@Riedl I was a bit confused about the difference between "overall latency" and "end-to-end" latency. Since they didn't give the benchmark numbers for the "end-to-end" latency, it's hard to tell how big an improvement this really is. It looks like the upper bound, though, is about 2x.
@ct_bergstrom Another "Sparks of AGI" problem is the claim that GPT-4 can reason about emotions in complex situations. The example they give isn't particularly complex, so I came up with another one, well, I don't see a future career in therapy for this model.
After hearing Sebastian Bubeck talk about the Sparks of AGI paper today, I decided to give GPT-4 another chance.
If it can really reason, it should be able to solve very simply logic puzzles. So I made one up. Sebastian stressed the importance of asking the question right, so I stressed that this is a logic puzzle and didn't add anything confusing about knights and knaves.
Still, it gets the solution wrong.
so those layoffs were never about saving money, then
https://www.cnbc.com/2023/04/25/google-authorizes-70-billion-buyback.html
Here's a neat evolution trick.
Toxic animals can use bright colors to warn off predators, but those same colors make the animals more conspicuous. So how did those colors evolve without causing higher predation rates amongst the animals with the warning colors?
One possible answer: several steps are involved in evolving to full warning colors, and in the initial stages the warnings are hidden until the animal displays them to potential predators.
https://www.earth.com/news/how-did-warning-coloration-evolve-in-animals/
@heidilifeldman Wondering if this was part of the Dominion settlement in lieu of a public apology by Fox.
Epic Systems, the electronic medical records company famous for prediction algorithms that don't work, has apparently decided to continue that trend by partnering with Microsoft to use GPT-4.https://arstechnica.com/information-technology/2023/04/gpt-4-will-hunt-for-trends-in-medical-records-thanks-to-microsoft-and-epic
Absolutely revelatory piece from Yoav Goldberg casting light on an overlooked puzzle about last year: why did we need *reinforcement* learning (RLHF) to unlock the potential of language models? Why wasn’t supervised learning enough? #LLM #AI https://gist.github.com/yoavg/6bff0fecd65950898eba1bb321cfbd81
@adamgurri Right. But my point is advocates oversimplify by leaving out the second order costs of changing the density of existing cities - e.g. gentrification, less affordable housing, higher taxes to support infrastructure improvements, construction disruption, increased costs for existing residents etc.
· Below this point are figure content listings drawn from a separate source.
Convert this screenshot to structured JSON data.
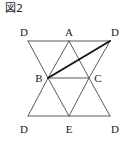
{
  "figure": {
    "caption": "図2",
    "caption_label": "Figure 2",
    "background_color": "#ffffff",
    "line_color": "#5a5a5a",
    "bold_line_color": "#171717",
    "label_color": "#1a1a1a",
    "thin_line_width": 1,
    "bold_line_width": 2
  },
  "chart_data": {
    "type": "diagram",
    "title": "図2",
    "points": [
      {
        "id": "D_topleft",
        "label": "D",
        "x": 28,
        "y": 41,
        "label_x": 24,
        "label_y": 36
      },
      {
        "id": "A",
        "label": "A",
        "x": 69,
        "y": 41,
        "label_x": 69,
        "label_y": 36
      },
      {
        "id": "D_topright",
        "label": "D",
        "x": 110,
        "y": 41,
        "label_x": 115,
        "label_y": 36
      },
      {
        "id": "B",
        "label": "B",
        "x": 48,
        "y": 78,
        "label_x": 39,
        "label_y": 82
      },
      {
        "id": "C",
        "label": "C",
        "x": 89,
        "y": 78,
        "label_x": 98,
        "label_y": 82
      },
      {
        "id": "D_bottomleft",
        "label": "D",
        "x": 28,
        "y": 116,
        "label_x": 24,
        "label_y": 133
      },
      {
        "id": "E",
        "label": "E",
        "x": 69,
        "y": 116,
        "label_x": 69,
        "label_y": 133
      },
      {
        "id": "D_bottomright",
        "label": "D",
        "x": 110,
        "y": 116,
        "label_x": 115,
        "label_y": 133
      }
    ],
    "segments": [
      {
        "id": "rail-top",
        "from": "D_topleft",
        "to": "D_topright",
        "style": "thin"
      },
      {
        "id": "rail-middle",
        "from": "B",
        "to": "C",
        "style": "thin"
      },
      {
        "id": "rail-bottom",
        "from": "D_bottomleft",
        "to": "D_bottomright",
        "style": "thin"
      },
      {
        "id": "upper-dl-b",
        "from": "D_topleft",
        "to": "B",
        "style": "thin"
      },
      {
        "id": "upper-b-a",
        "from": "B",
        "to": "A",
        "style": "thin"
      },
      {
        "id": "upper-a-c",
        "from": "A",
        "to": "C",
        "style": "thin"
      },
      {
        "id": "upper-c-dr",
        "from": "C",
        "to": "D_topright",
        "style": "thin"
      },
      {
        "id": "lower-b-dbl",
        "from": "B",
        "to": "D_bottomleft",
        "style": "thin"
      },
      {
        "id": "lower-b-e",
        "from": "B",
        "to": "E",
        "style": "thin"
      },
      {
        "id": "lower-e-c",
        "from": "E",
        "to": "C",
        "style": "thin"
      },
      {
        "id": "lower-c-dbr",
        "from": "C",
        "to": "D_bottomright",
        "style": "thin"
      },
      {
        "id": "diagonal-b-dr",
        "from": "B",
        "to": "D_topright",
        "style": "bold"
      }
    ],
    "xlim": [
      0,
      131
    ],
    "ylim": [
      0,
      146
    ],
    "grid": false,
    "legend": null
  }
}
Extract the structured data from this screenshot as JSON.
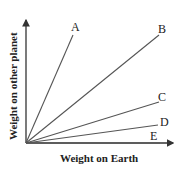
{
  "diagram": {
    "x_axis_label": "Weight on Earth",
    "y_axis_label": "Weight on other planet",
    "lines": [
      {
        "label": "A",
        "x2": 73,
        "y2": 35,
        "lx": 71,
        "ly": 31
      },
      {
        "label": "B",
        "x2": 159,
        "y2": 35,
        "lx": 158,
        "ly": 33
      },
      {
        "label": "C",
        "x2": 159,
        "y2": 102,
        "lx": 158,
        "ly": 101
      },
      {
        "label": "D",
        "x2": 158,
        "y2": 125,
        "lx": 160,
        "ly": 126
      },
      {
        "label": "E",
        "x2": 160,
        "y2": 143,
        "lx": 150,
        "ly": 140
      }
    ],
    "colors": {
      "line": "#555555",
      "axis": "#333333",
      "text": "#222222"
    }
  }
}
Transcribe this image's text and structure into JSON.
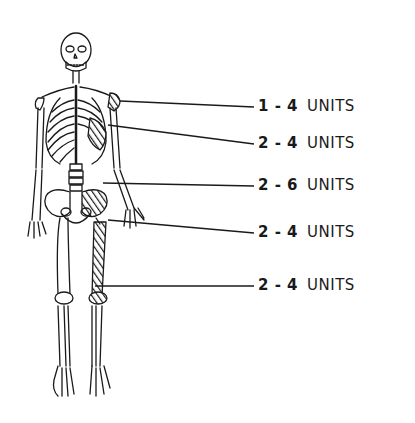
{
  "figure": {
    "title": "",
    "line_color": "#1a1a1a",
    "background": "#ffffff"
  },
  "annotations": [
    {
      "range": "1 - 4",
      "unit": "UNITS",
      "target": "shoulder-left",
      "y": 107
    },
    {
      "range": "2 - 4",
      "unit": "UNITS",
      "target": "ribs-left",
      "y": 144
    },
    {
      "range": "2 - 6",
      "unit": "UNITS",
      "target": "pelvis-left",
      "y": 186
    },
    {
      "range": "2 - 4",
      "unit": "UNITS",
      "target": "femur-left",
      "y": 233
    },
    {
      "range": "2 - 4",
      "unit": "UNITS",
      "target": "knee-tibia-left",
      "y": 286
    }
  ]
}
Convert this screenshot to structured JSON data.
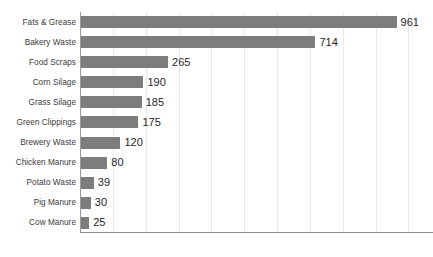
{
  "chart_data": {
    "type": "bar",
    "orientation": "horizontal",
    "title": "",
    "subtitle": "",
    "xlabel": "",
    "ylabel": "",
    "categories": [
      "Fats & Grease",
      "Bakery Waste",
      "Food Scraps",
      "Corn Silage",
      "Grass Silage",
      "Green Clippings",
      "Brewery Waste",
      "Chicken Manure",
      "Potato Waste",
      "Pig Manure",
      "Cow Manure"
    ],
    "values": [
      961,
      714,
      265,
      190,
      185,
      175,
      120,
      80,
      39,
      30,
      25
    ],
    "value_labels": [
      "961",
      "714",
      "265",
      "190",
      "185",
      "175",
      "120",
      "80",
      "39",
      "30",
      "25"
    ],
    "xlim": [
      0,
      1075
    ],
    "gridline_values": [
      100,
      200,
      300,
      400,
      500,
      600,
      700,
      800,
      900,
      1000
    ],
    "grid": true,
    "legend": "none",
    "tick_labels_x": [],
    "bar_color": "#7d7d7d",
    "gridline_color": "#e7e7e7",
    "axis_color": "#8c8c8c",
    "label_color": "#3a3a3a",
    "value_label_color": "#252525",
    "background_color": "#ffffff"
  }
}
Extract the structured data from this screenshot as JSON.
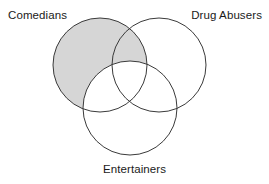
{
  "diagram": {
    "type": "venn-3-set",
    "title": "",
    "sets": [
      {
        "id": "comedians",
        "label": "Comedians",
        "center_x": 100,
        "center_y": 65,
        "radius": 47,
        "label_position": "top-left"
      },
      {
        "id": "drug_abusers",
        "label": "Drug Abusers",
        "center_x": 159,
        "center_y": 65,
        "radius": 47,
        "label_position": "top-right"
      },
      {
        "id": "entertainers",
        "label": "Entertainers",
        "center_x": 130,
        "center_y": 108,
        "radius": 47,
        "label_position": "bottom-center"
      }
    ],
    "shaded_region": {
      "description": "Comedians minus Entertainers",
      "fill_color": "#d6d6d6",
      "includes": [
        "comedians-only",
        "comedians-and-drug-abusers-only"
      ],
      "excludes": [
        "entertainers"
      ]
    },
    "colors": {
      "stroke": "#3a3a3a",
      "shade": "#d6d6d6",
      "background": "#ffffff",
      "text": "#1a1a1a"
    },
    "stroke_width": 1
  }
}
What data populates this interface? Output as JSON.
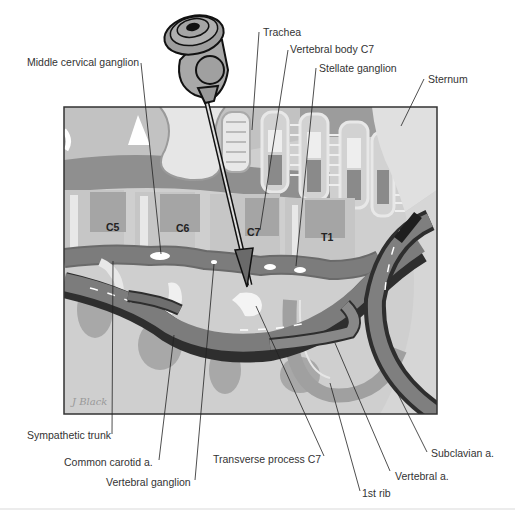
{
  "figure": {
    "colors": {
      "background": "#ffffff",
      "panel": "#c9c9c9",
      "light_gray": "#d8d8d8",
      "mid_gray": "#9a9a9a",
      "dark_gray": "#6e6e6e",
      "vessel": "#7a7a7a",
      "vessel_dark": "#2e2e2e",
      "ganglion_spot": "#ffffff",
      "line": "#222222"
    },
    "vertebra_labels": [
      "C5",
      "C6",
      "C7",
      "T1"
    ],
    "labels": {
      "middle_cervical_ganglion": "Middle cervical ganglion",
      "trachea": "Trachea",
      "vertebral_body_c7": "Vertebral body C7",
      "stellate_ganglion": "Stellate ganglion",
      "sternum": "Sternum",
      "sympathetic_trunk": "Sympathetic trunk",
      "common_carotid": "Common carotid a.",
      "vertebral_ganglion": "Vertebral ganglion",
      "transverse_process_c7": "Transverse process C7",
      "first_rib": "1st rib",
      "vertebral_artery": "Vertebral a.",
      "subclavian_artery": "Subclavian a."
    },
    "signature": "J Black"
  }
}
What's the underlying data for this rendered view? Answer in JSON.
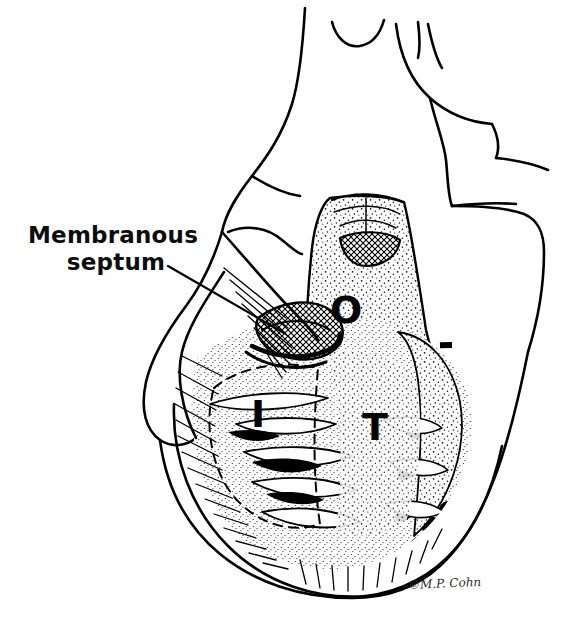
{
  "figure": {
    "medium": "pen-and-ink line drawing",
    "background_color": "#ffffff",
    "ink_color": "#000000"
  },
  "labels": {
    "membranous_septum": {
      "line1": "Membranous",
      "line2": "septum",
      "has_leader_line": true
    }
  },
  "zone_markers": [
    {
      "id": "outlet",
      "letter": "O"
    },
    {
      "id": "inlet",
      "letter": "I"
    },
    {
      "id": "trabecular",
      "letter": "T"
    }
  ],
  "credit": {
    "signature": "©M.P. Cohn"
  }
}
@adamgurri What really matters, of course, is urban density, unless you think it's great idea to build in range, crop, or forest land to increase population density for environmental reasons. That's why I picked a city like Seattle. Try any other west coast city and you'll get the same results. Here's LA
@adamgurri High population density advocates never factor in the impact of higher real estate and infrastructure costs in their utopian schemes. Construction costs here in Seattle have more than doubled over the last 10 years.
@Riedl Successfully predicted failure.
@Riedl My website for my ancient iOS app is also part of the training set, which definitely disproves Common Crawl's claim that "it tries to prioritize the most important and reputable sites."
@mmitchell_ai The AI hype version of the sci-fi movie where intelligent life is discovered in a distant galaxy and THEY LOOK JUST LIKE US!!!
Unprofessional data wrangler and Mastodon’s official fact checker. Older and crankier than you are.